---------- SUPPLIED DATA ----------

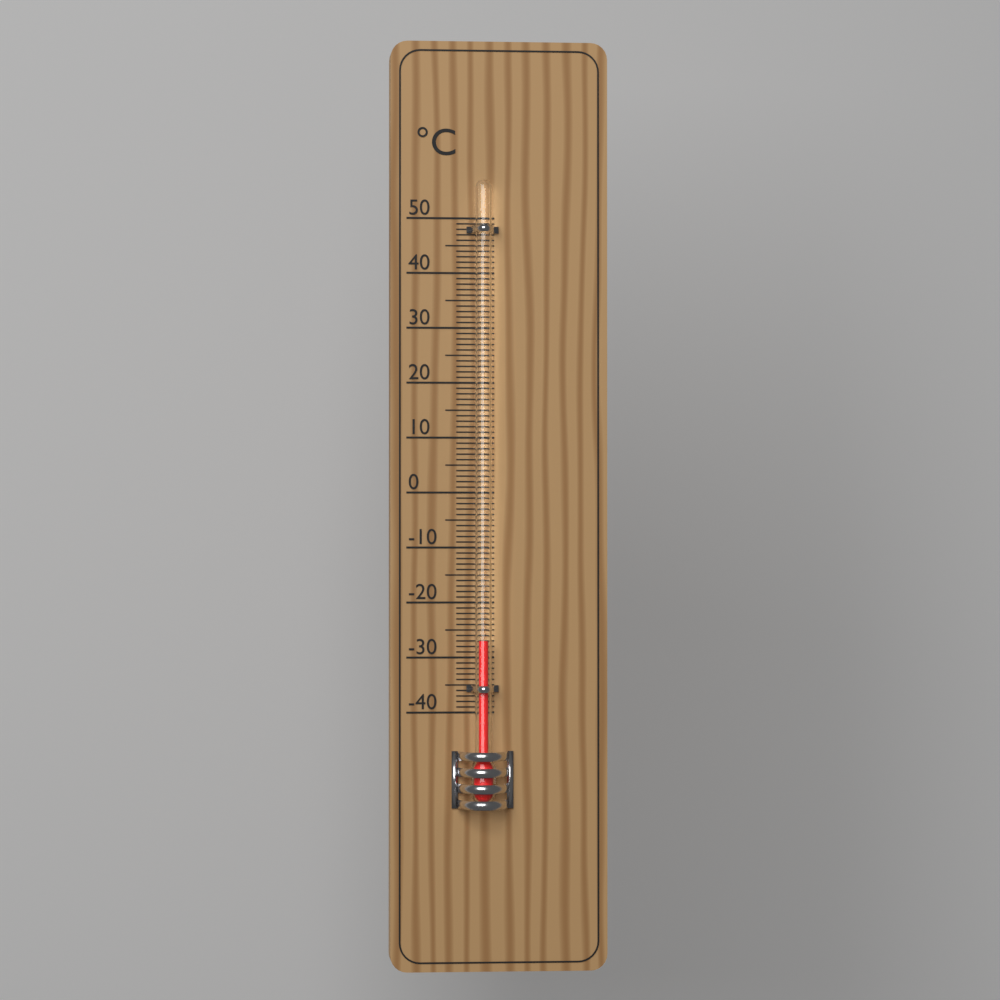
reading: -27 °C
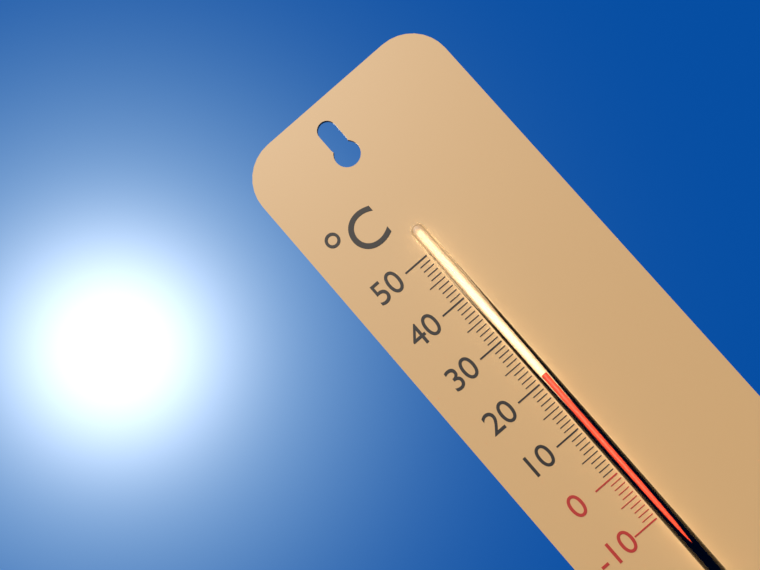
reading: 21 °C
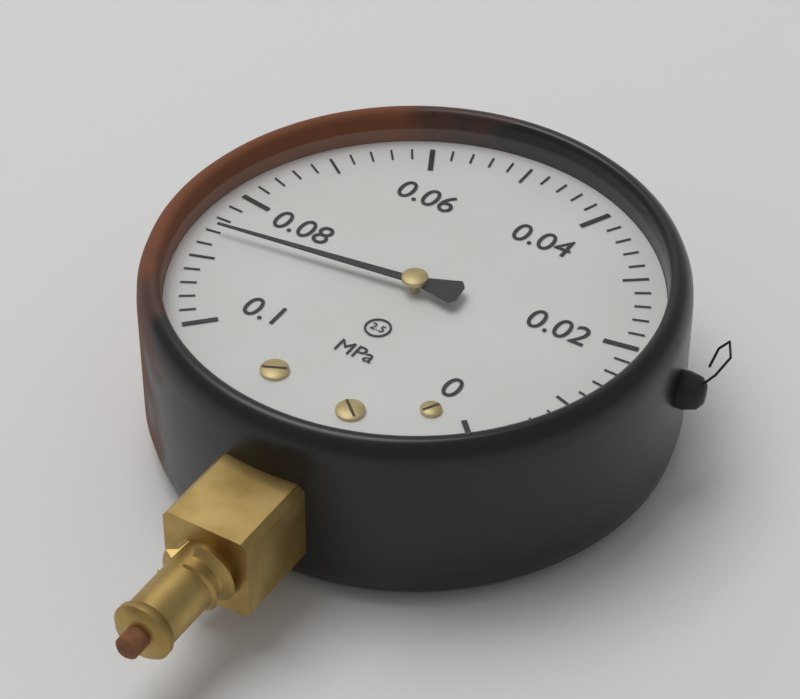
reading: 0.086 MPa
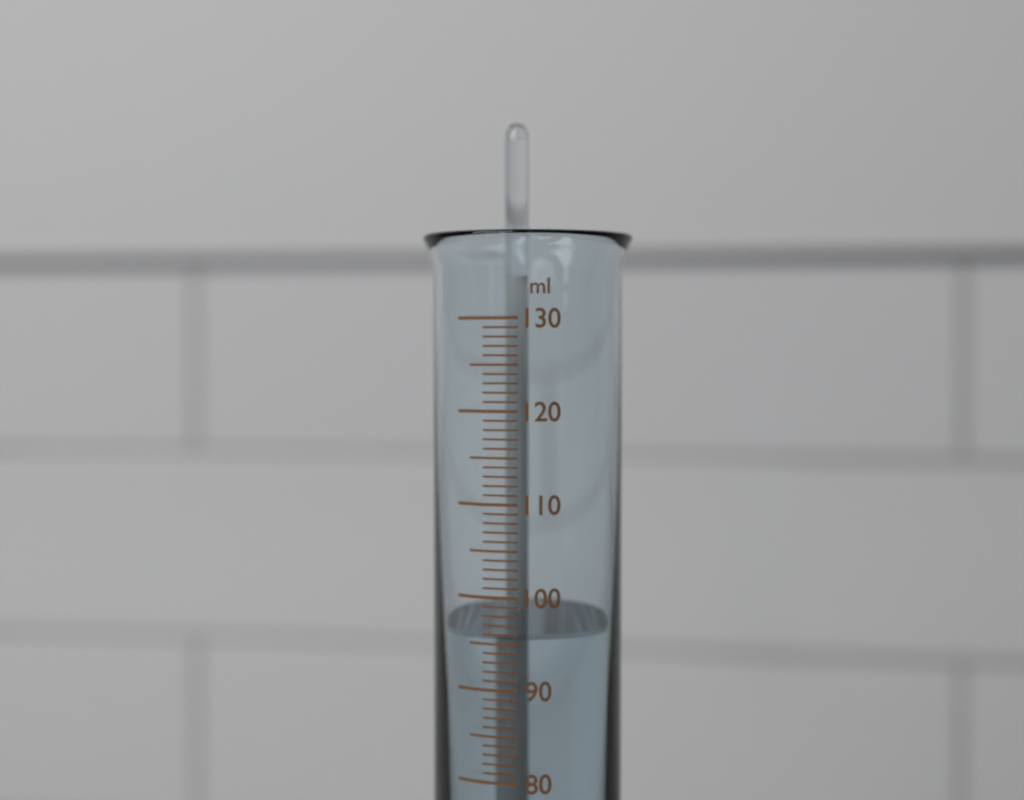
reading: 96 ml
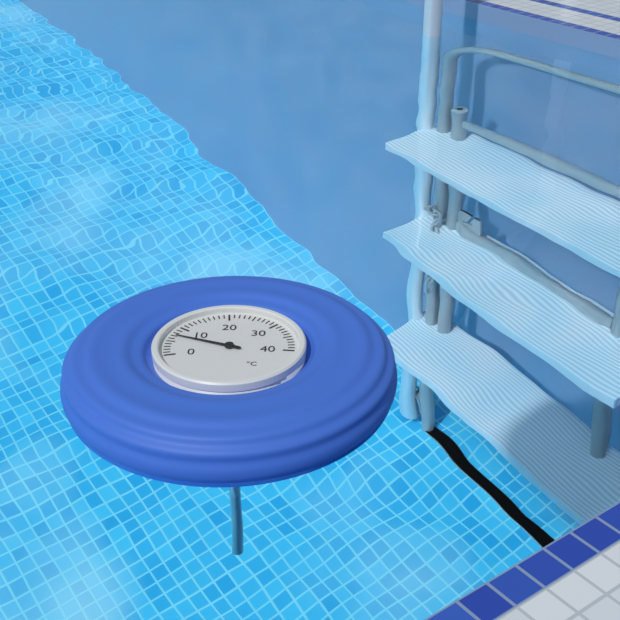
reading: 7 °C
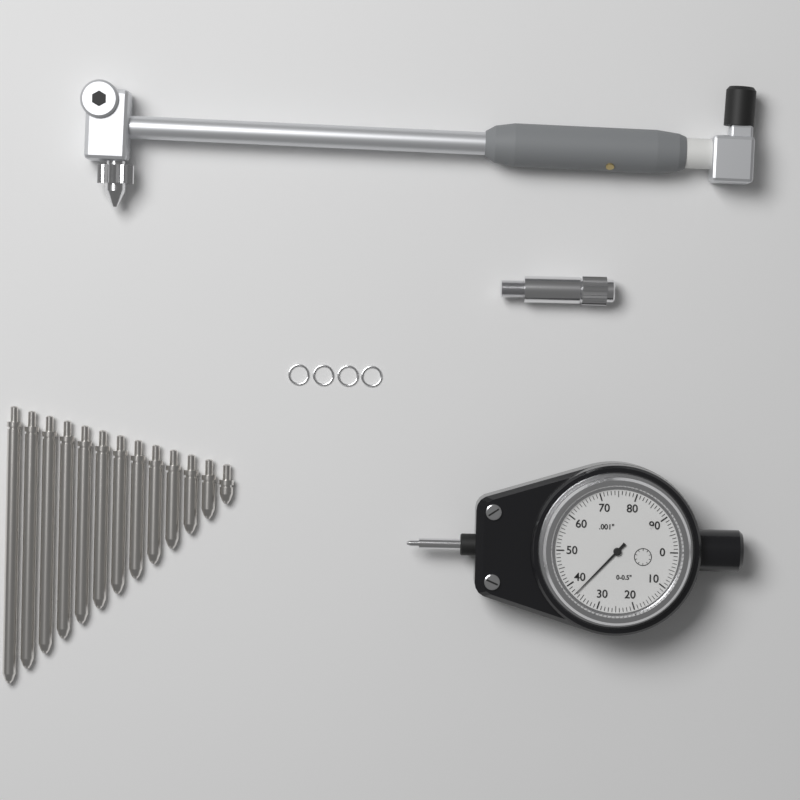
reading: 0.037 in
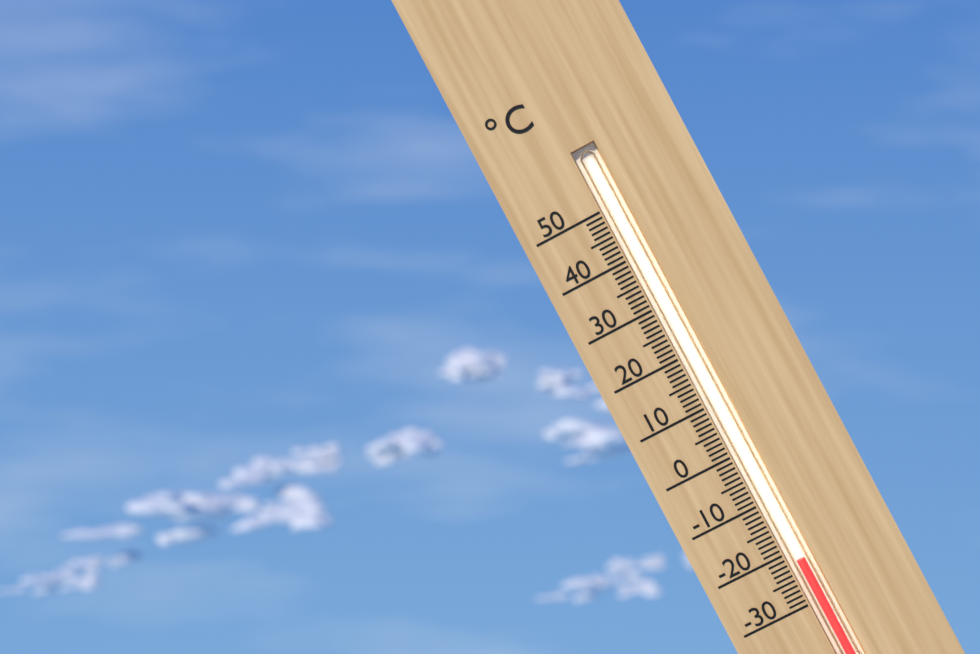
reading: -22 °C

----------

Please print the entries above exactly. Skip every picture.

reading: -27 °C
reading: 21 °C
reading: 0.086 MPa
reading: 96 ml
reading: 7 °C
reading: 0.037 in
reading: -22 °C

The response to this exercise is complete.